Document Type
Conference Paper
Publication Date
11-10-2009
Publication Title
Proceedings of the International Workshop on Ubiquitous Mobile Healthcare Applications (MobiCare)
Department
Department of Computer Science
Abstract
More than 100 million Americans are currently living with at least one chronic health condition and expenditures on chronic diseases account for more than 75 percent of the $2.3 trillion cost of our healthcare system. To improve chronic illness care, patients must be empowered and engaged in health self-management. However, only half of all patients with chronic illness comply with treatment regimen. The self-regulation model, while seemingly valuable, needs practical tools to help patients adopt this self-centered approach for long-term care. \par In this position paper, we propose Mobile-phone based Patient Compliance System (MPCS) that can reduce the time-consuming and error-prone processes of existing self-regulation practice to facilitate self-reporting, non-compliance detection, and compliance reminders.
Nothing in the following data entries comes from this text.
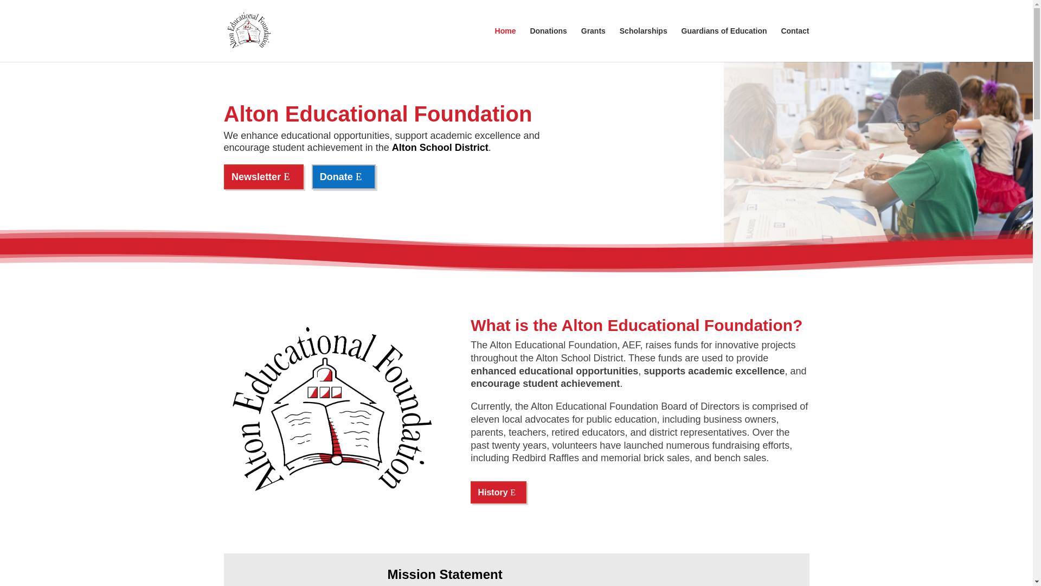  I want to click on Donations, so click(548, 44).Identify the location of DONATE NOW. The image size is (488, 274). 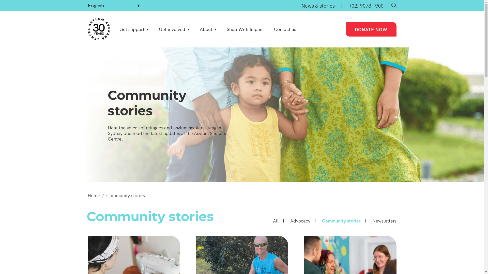
(371, 29).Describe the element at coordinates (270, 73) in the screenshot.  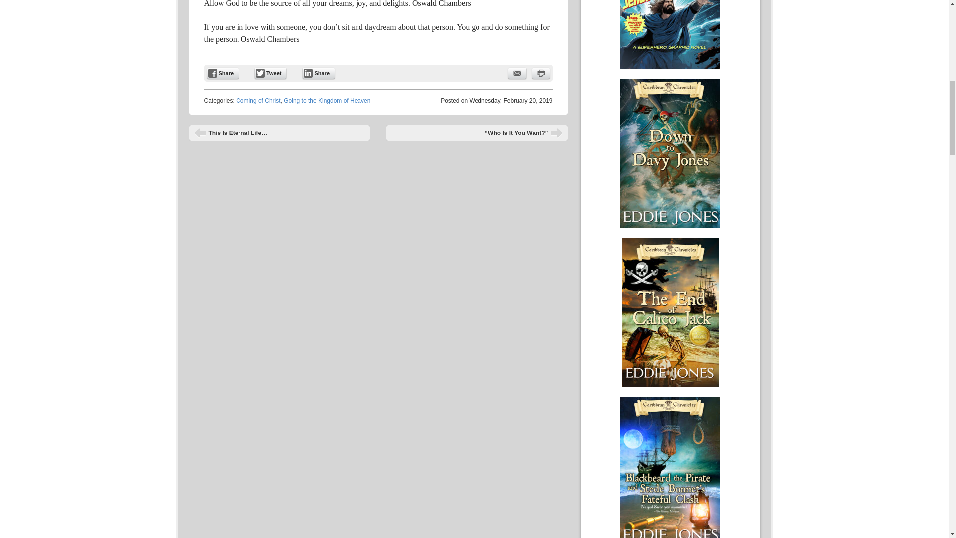
I see `Tweet this Post` at that location.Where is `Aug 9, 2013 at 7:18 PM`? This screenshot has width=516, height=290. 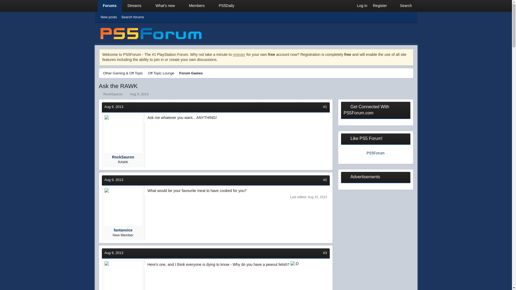
Aug 9, 2013 at 7:18 PM is located at coordinates (113, 253).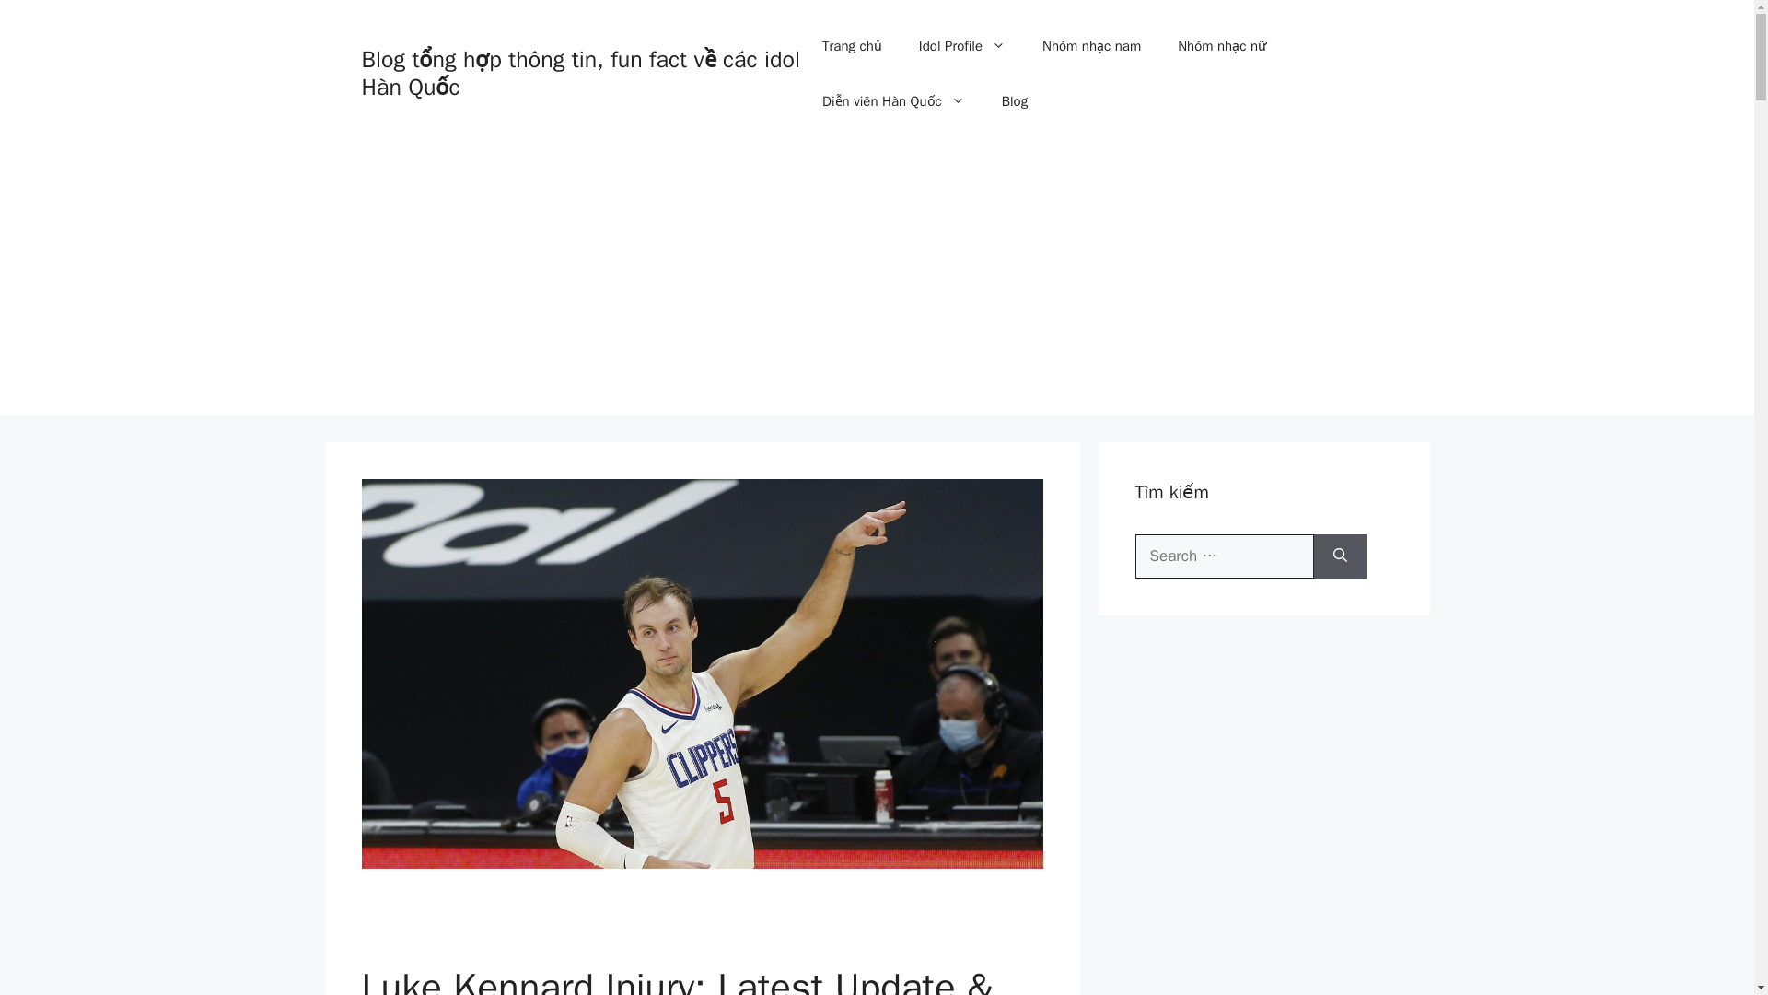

The novelty of this work is to apply social-behavior theories to engineer the MPCS to positively influence patients' compliance behaviors, including mobile-delivered contextual reminders based on association theory; mobile-triggered questionnaires based on self-perception theory; and mobile-enabled social interactions based on social-construction theory. We discuss the architecture and the research challenges to realize the proposed MPCS.
DOI
10.4108/ICST.MOBIQUITOUS2009.6829
Original Citation
Guanling Chen, Bo Yan, Minho Shin, David Kotz, and Ethan Berke. MPCS: Mobile-based Patient Compliance System for Chronic Illness Care. In Proceedings of the International Workshop on Ubiquitous Mobile Healthcare Applications (MobiCare), July 2009. 10.4108/ICST.MOBIQUITOUS2009.6829
Dartmouth Digital Commons Citation
Chen, Guanling; Yan, Bo; Shin, Minho; Kotz, David; and Burke, Ethan, "MPCS: Mobile-based Patient Compliance System for Chronic Illness Care" (2009). Dartmouth Scholarship. 3454.